Plenty of people have written far more eloquently than I about this period in Australia’s political history and many more will probably do so. Why did I want to meet Julia Gillard? Well, for one, I was so proud that Australia finally had a woman Prime Minister, when countries not always known for their record of equality had elected female PMs decades before us (think Indonesia, Bangladesh, Pakistan, Turkey: all those nasty Muslims! Fancy them having women in leadership! Shock, horror!), and despite there being a number of smart and eligible women in politics it seemed that conservative Australia just wasn’t ready for a woman leader.  I was proud that the Labor party had the guts to back Julia Gillard and depose that odious, bad-tempered micro manager K-Rudd; a pretty hard task when most of the electorate had no idea how destabilising Kevin 07 was. How did I know? Well, I do live in Canberra. And I was also privy to conversations with a whole lot of very distressed senior public servants, people of integrity who were so stressed and distressed that they weren’t eating, sleeping or seeing their families because of the onerous workload that Kevin kept piling up on top of them. Mostly because he couldn’t, or wouldn’t make a decision.
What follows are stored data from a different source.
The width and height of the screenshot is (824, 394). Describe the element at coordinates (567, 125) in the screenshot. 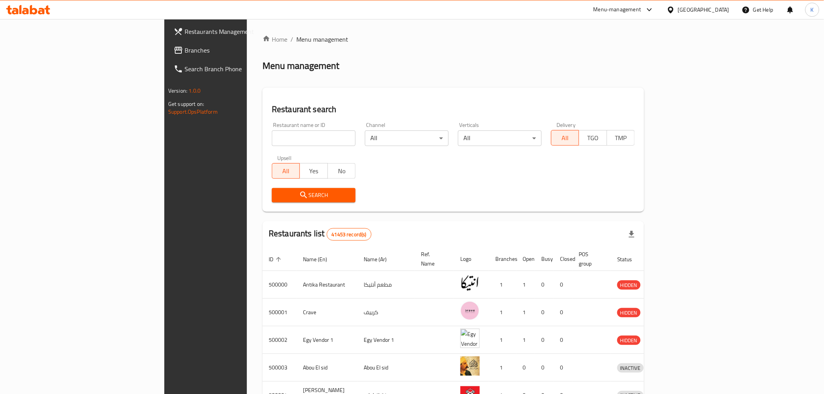

I see `label: Delivery` at that location.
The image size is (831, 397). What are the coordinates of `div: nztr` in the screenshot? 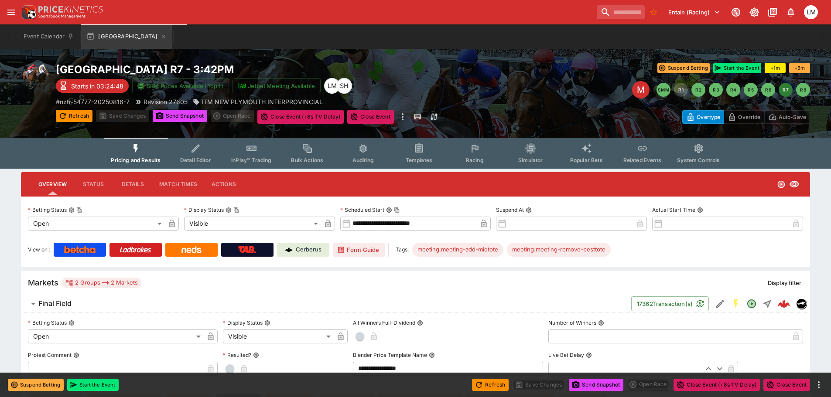 It's located at (801, 304).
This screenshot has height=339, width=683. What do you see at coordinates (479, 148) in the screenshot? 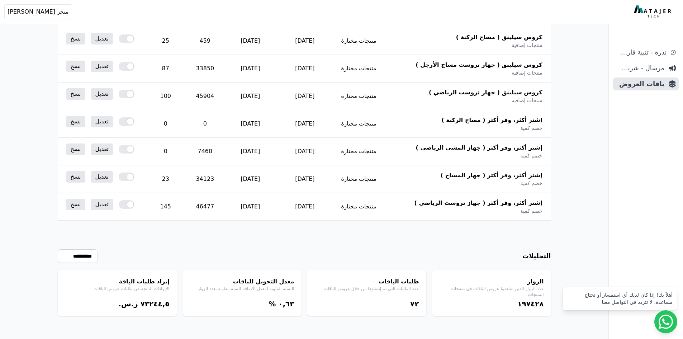
I see `span: إشتر أكثر، وفر أكثر ( جهاز المشي الرياضي )` at bounding box center [479, 148].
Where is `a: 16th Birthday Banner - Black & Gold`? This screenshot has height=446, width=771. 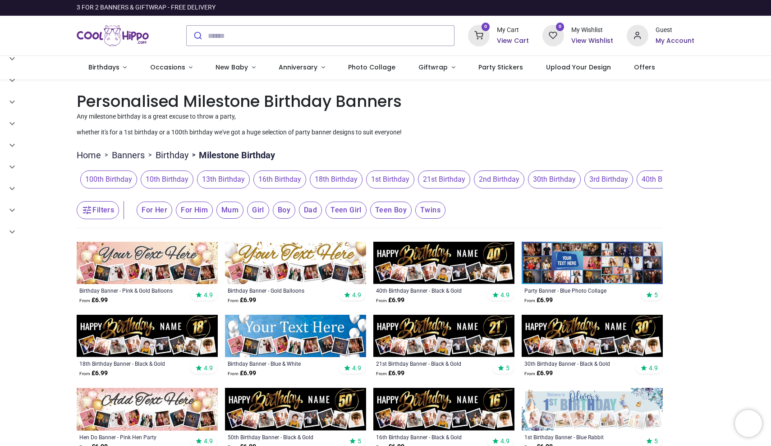
a: 16th Birthday Banner - Black & Gold is located at coordinates (430, 437).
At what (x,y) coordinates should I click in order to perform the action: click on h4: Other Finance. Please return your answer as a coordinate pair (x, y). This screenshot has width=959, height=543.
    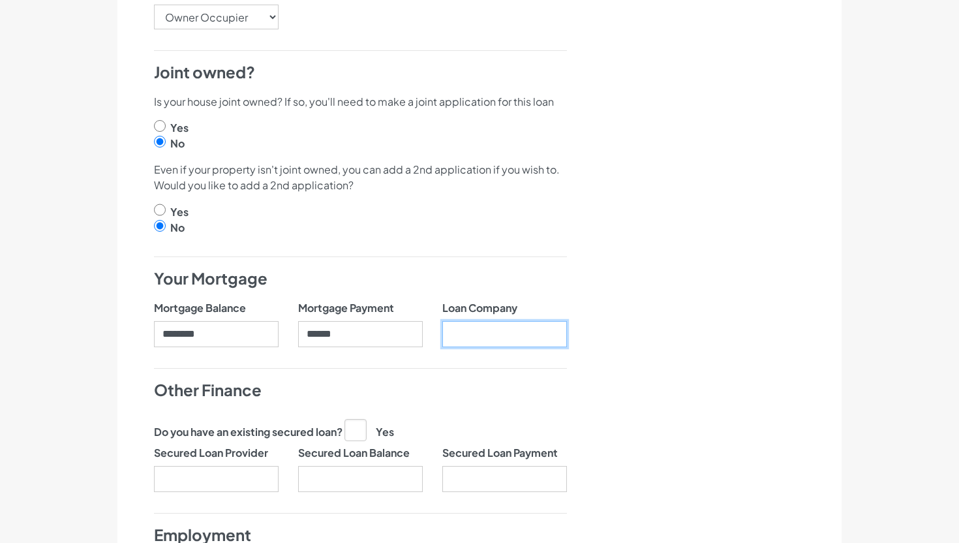
    Looking at the image, I should click on (360, 390).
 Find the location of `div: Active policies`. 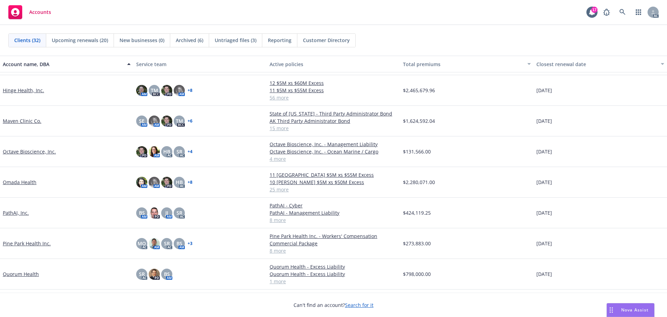

div: Active policies is located at coordinates (334, 64).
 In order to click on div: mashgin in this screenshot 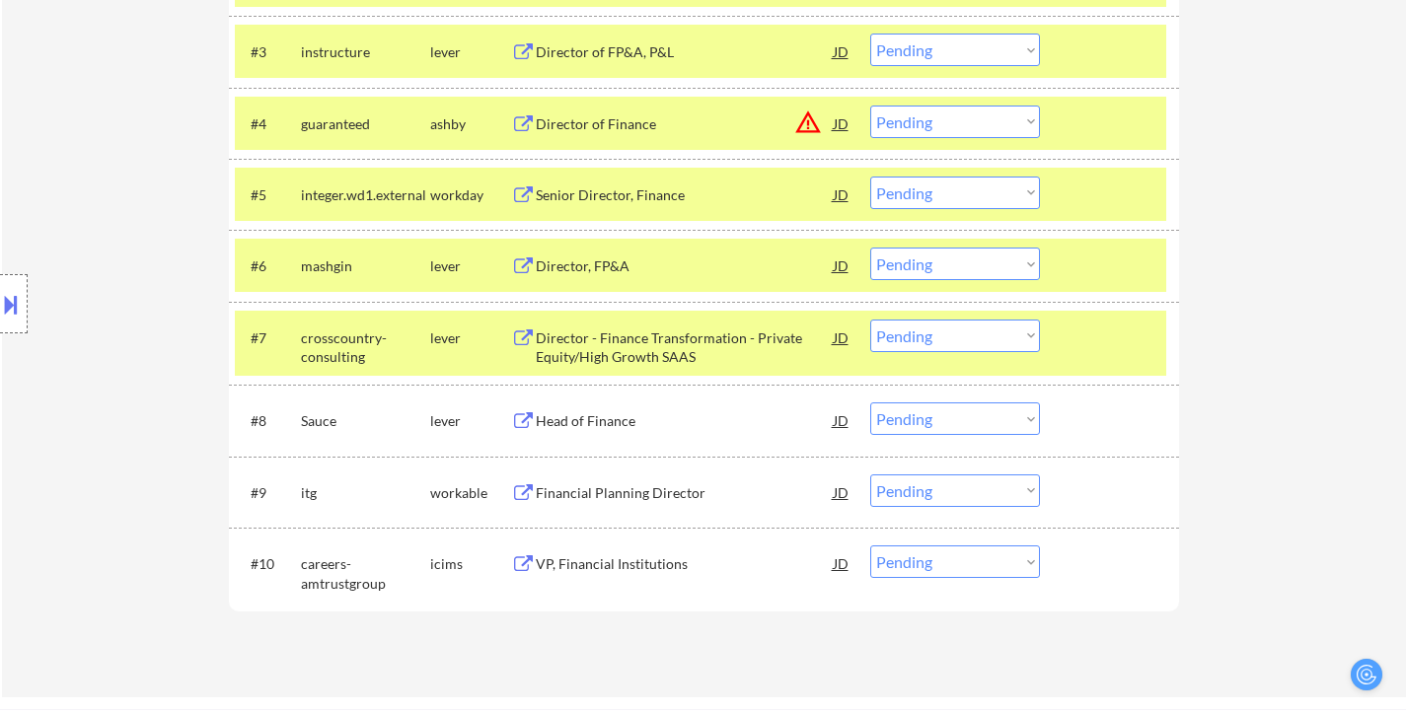, I will do `click(365, 266)`.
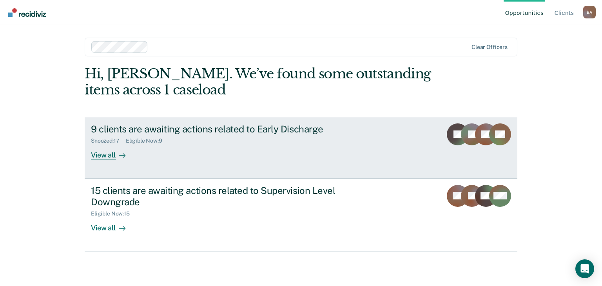 This screenshot has height=286, width=602. What do you see at coordinates (229, 129) in the screenshot?
I see `div: 9 clients are awaiting actions related to Early Discharge` at bounding box center [229, 129].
I wanted to know how Julia Gillard kept getting up day after day to face her enormous workload and the ever-increasing sexist criticism, the bloody-minded rudeness that was flung at her every day. I could only conclude that she was one very resilient woman, focussed on doing her job. I wondered what support she had, and hoped that she and her partner had good people around them to counter the bigots and misogynists.
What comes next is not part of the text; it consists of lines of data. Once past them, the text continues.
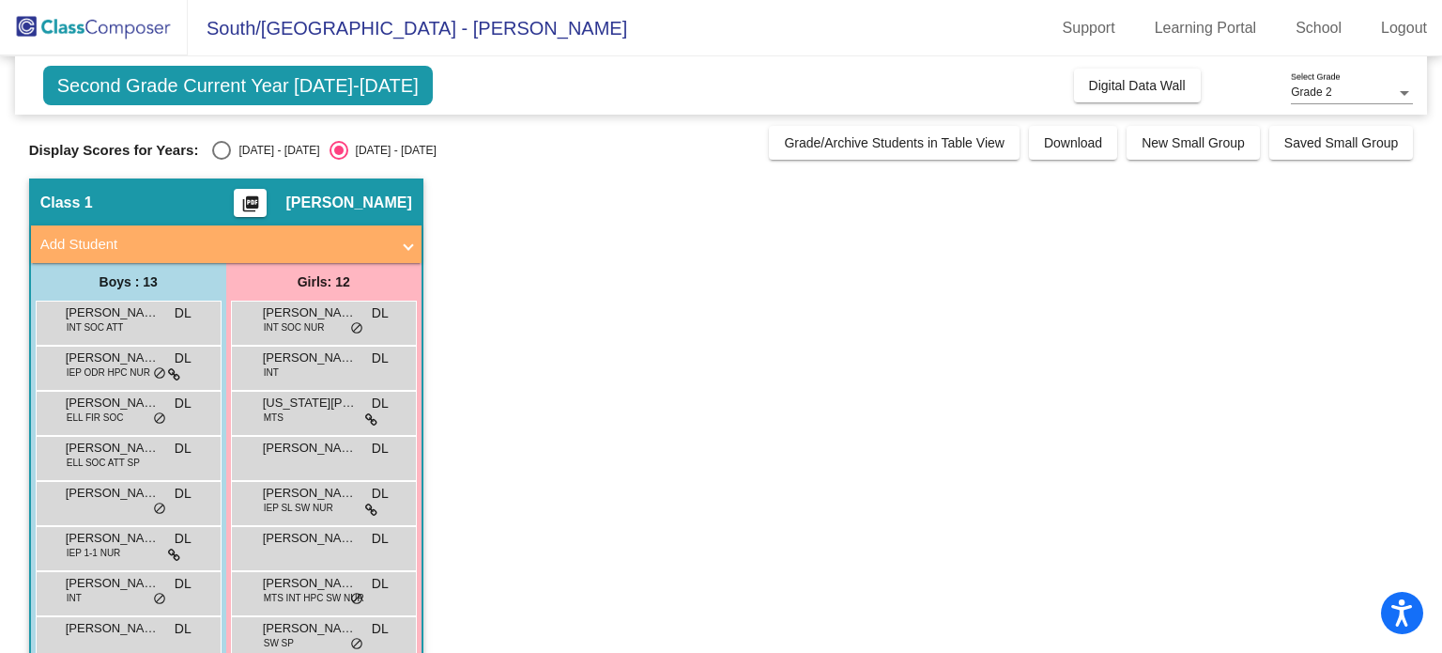 The image size is (1442, 653). Describe the element at coordinates (299, 507) in the screenshot. I see `span: IEP SL SW NUR` at that location.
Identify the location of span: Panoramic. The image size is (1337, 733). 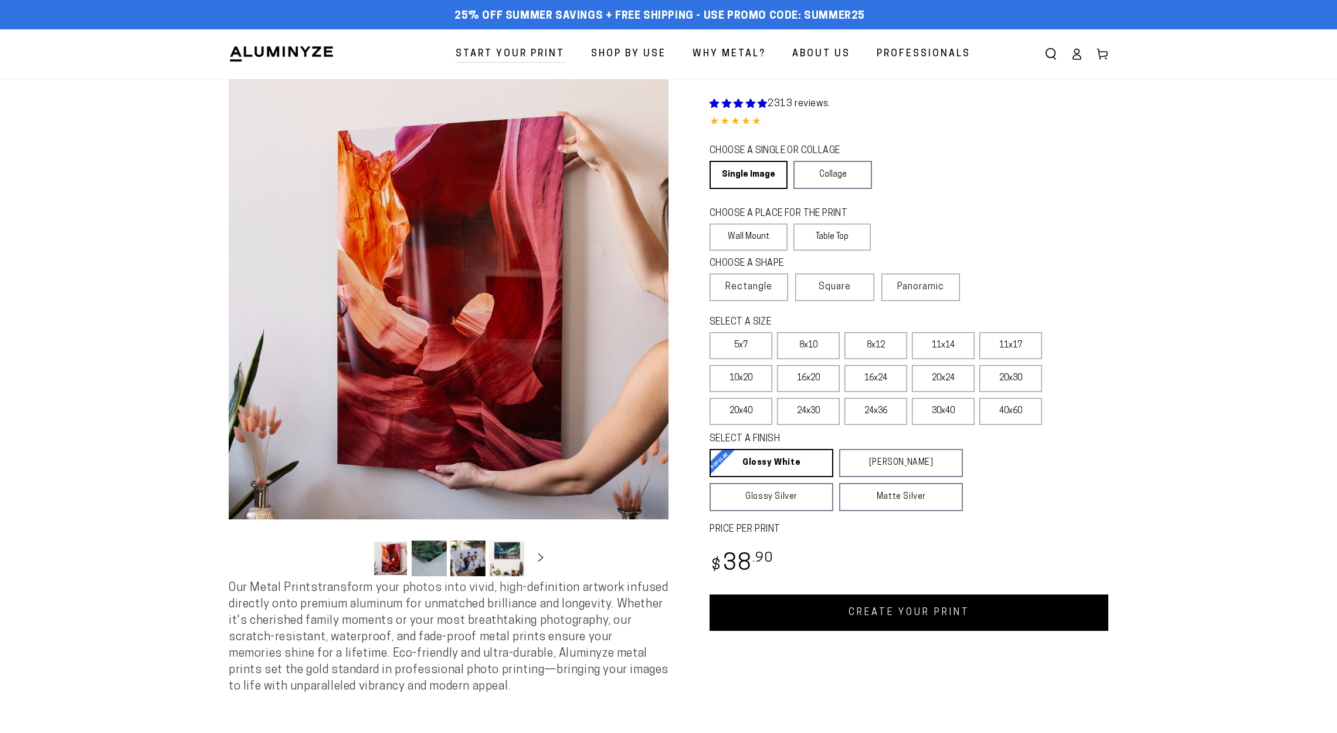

The night before the book signing I thought hard about what I wanted to say to her. I dearly wanted her to write “to Julia, from Julia” on the inside cover of my book, but apart from that I couldn’t think of anything  witty and eloquent to say.  The day of the signing I was held up at work and I desperately texted a couple of family members who were holding my place in the queue to ask if I’d still be able to make it. The signing was due to start at 11am, and I was worried because I wouldn’t make it to the city until 11.30am. They reassured me that the line was long; it stretched from the entry to the Canberra Centre back to the Carousel; I’d be ok, I wouldn’t miss her. The crowd was friendly and excited; shopping centre staff gave out free water and we were delighted to finally be inside the air-conditioned centre and we could see her. The line moved fairly quickly and before I knew it I was standing in front of her. She was smaller and more diminutive than she seemed on TV; she looked relaxed and her skin was glowing. She has great posture too. Her assistant took my book and handed it to her.
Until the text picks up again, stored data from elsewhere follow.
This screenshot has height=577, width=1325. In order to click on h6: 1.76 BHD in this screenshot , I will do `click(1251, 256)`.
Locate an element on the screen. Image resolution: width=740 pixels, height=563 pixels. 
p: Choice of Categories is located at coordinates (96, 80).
“Hi Julia, I’m Julia”, I gushed. OMG. She looked at me and said “Well, that deserves an underline”. And she underlined her name and then signed my book. She had the good grace not to look at me as if I was a very special kind of idiot. There was a pause, and I knew I was expected to move on. But I didn’t. Instead I said very quickly: “I’m so sorry for everything that happened to you while you were the Prime Minister. I think you were a fantastic Prime Minister – you did a great job, I don’t know how you did it day after day. Thank you so much”. Then it was over, she smiled and said thank you and she touched my hand, ever so briefly, but genuinely. I was smitten, and I walked away clutching my book to my chest and joined my family where we waited to take photos of each  other with Julia in the background, still signing, still smiling.